This blog post was written by Hatchet reporter Anna Zandi.
The Turkish foreign minister discussed the changing nature of international relations at the intersection of the Middle East and Europe with students Thursday in Jack Morton Auditorium.
Ahmet Davutoglu emphasized Turkey’s commitment to an assertive foreign policy and the democratic free-market system that it developed over the last decade.
Davutoglu said Turkey supports the Arab Spring – a series of movements that began in December 2010 in Egypt, Tunisia and Libya to oust authoritarian regimes.
“Today in our region, the struggle, the conflict is not between Sunnis and Shiites, it’s not between Muslims and Christians, it’s not between Arabs and non-Arabs. It is a clash between Cold War structures and new dynamic forces of this society,” he said.
Dictatorships will falter with the rise of a new approach to governance based in “justice and equality,” he said.
Kani Gulam, head of the American Kurdish Information Network, asked Davutoglu if he could relate to former New York Governor Eliot Spitzer.

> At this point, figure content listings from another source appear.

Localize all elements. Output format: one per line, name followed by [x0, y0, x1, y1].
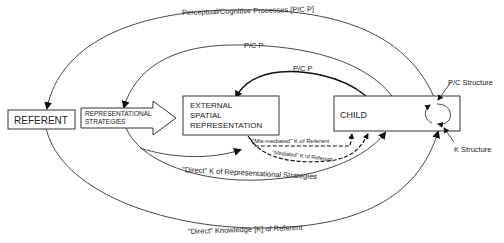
outer-pcp-label: Perceptual/Cognitive Processes [P/C P]	[182, 5, 314, 17]
external-label-line1: EXTERNAL	[190, 101, 233, 110]
external-label-line2: SPATIAL	[190, 111, 222, 120]
outer-pcp-arc	[47, 10, 434, 108]
inner-pcp-label: P/C P	[293, 64, 313, 73]
referent-label: REFERENT	[14, 115, 68, 126]
mis-mediated-label: "Mis-mediated" K of Referent	[252, 138, 330, 144]
k-structure-label: K Structure	[454, 145, 492, 154]
strategies-to-external-arc	[140, 148, 240, 157]
strategies-label-line2: STRATEGIES	[85, 118, 126, 125]
middle-pcp-label: P/C P	[244, 41, 264, 50]
external-label-line3: REPRESENTATION	[190, 121, 262, 130]
direct-referent-label: "Direct" Knowledge [K] of Referent	[188, 223, 304, 236]
direct-strategies-label: "Direct" K of Representational Strategie…	[182, 165, 318, 181]
strategies-label-line1: REPRESENTATIONAL	[85, 110, 152, 117]
diagram-canvas: REFERENT REPRESENTATIONAL STRATEGIES EXT…	[0, 0, 504, 243]
inner-pcp-arc	[236, 72, 366, 97]
child-label: CHILD	[340, 110, 368, 120]
mediated-label: "Mediated" K of Referent	[272, 149, 333, 162]
pc-structure-label: P/C Structure	[448, 78, 493, 87]
direct-referent-arc	[46, 128, 438, 228]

“I ask the question with a heavy heart. He was against prostitution in Manhattan, but patronized one himself. Your government fights against the Kurds inside Turkey, bans their language, but tells the world it is against authoritarianism,” Gulam said.
Davutoglu said there has been improvement and restated Turkey’s commitment to dispelling ethnic tension. He asserted that ethnic groups within Turkey will “solve [their] problems shoulder to shoulder.”